3. The DAN prompt works, but barely. The famous "Do Anything Now" jailbreak achieved 26.7% ASR on Llama 3.1 and 0% on GPT-OSS. The era of simple persona-based jailbreaks appears to be fading as safety training improves.

4. Few-shot jailbreaking is a dead end (for now). Zero percent success across both models, all variants. Safety training appears to be specifically hardened against in-context manipulation.

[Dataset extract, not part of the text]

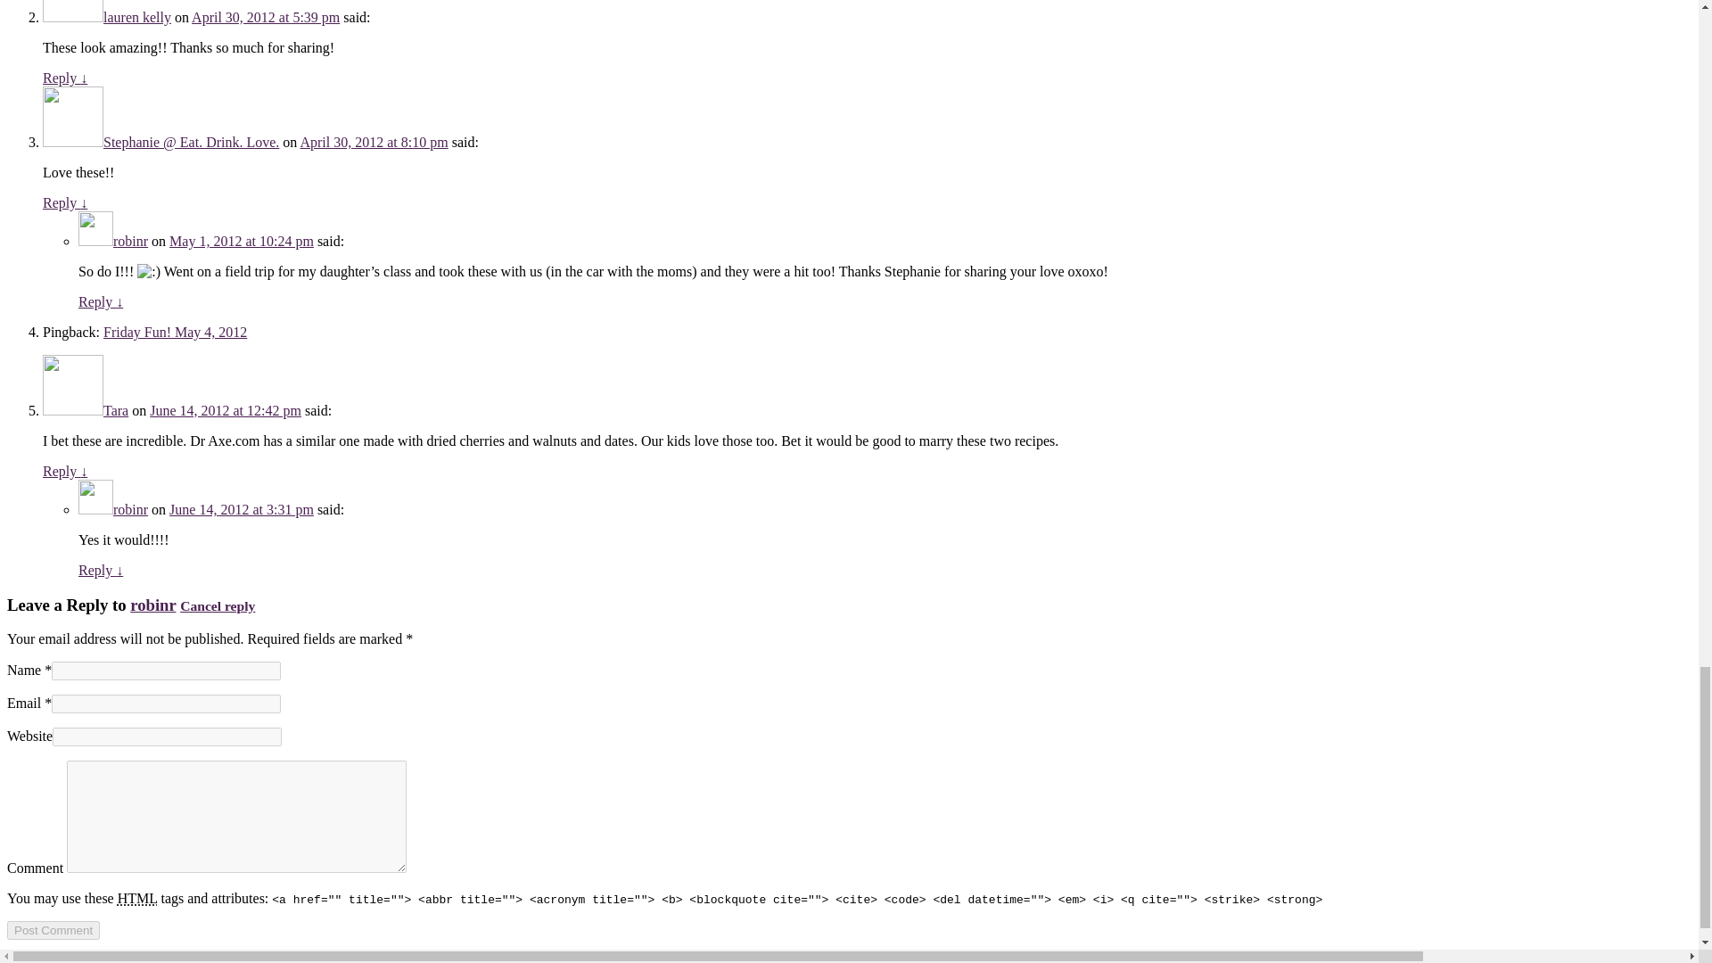 The image size is (1712, 963). What do you see at coordinates (137, 899) in the screenshot?
I see `HyperText Markup Language` at bounding box center [137, 899].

5. The false refusal problem is real. Both models showed 27-30% false refusal rates on benign control queries. When your model refuses to explain how a car ignition works because it's adjacent to "how to hotwire a car," your safety training is over-fitted. This is lost utility — and it's the cost of aggressive safety training.

Limitations

This is a proof-of-concept with a small benchmark (15 restricted queries, 15 benign controls). The heuristic refusal classifier has obvious limitations — it can miss refusals that don't use standard phrasing, and it can't distinguish between a genuinely helpful answer and a superficial one that doesn't actually contain harmful information. A production study would use a judge LLM for evaluation and a much larger query set.

Temperature was fixed at 0.7. Running at different temperatures would likely change the results, especially for borderline cases.

The obfuscation results for Llama 3.1 8B are dramatic enough that I'm confident they'd hold up with a larger sample. The persona and few-shot results are noisier and would benefit from more data.

Takeaways for Practitioners

If you're deploying an open-weight LLM and care about safety:

  1. Test with encoded inputs. If your model decodes Base64 and answers harmful queries, you have a problem. Add encoded adversarial examples to your safety training data.
  2. Don't assume persona resistance. Test DAN-style prompts explicitly against your model. Llama 3.1 8B still partially falls for them.
  3. Measure false refusal rate. Your safety training is too aggressive if it's blocking legitimate queries at a 30% rate. Users will notice.
  4. Evaluate at the semantic level. Keyword-based safety filters are insufficient. If your guardrails can be bypassed by ROT13, they're operating at the wrong abstraction level.

Experiment code is available on GitHub. All inference was run locally on an M-series MacBook using Ollama. Total runtime: ~3.7 hours across 660 queries.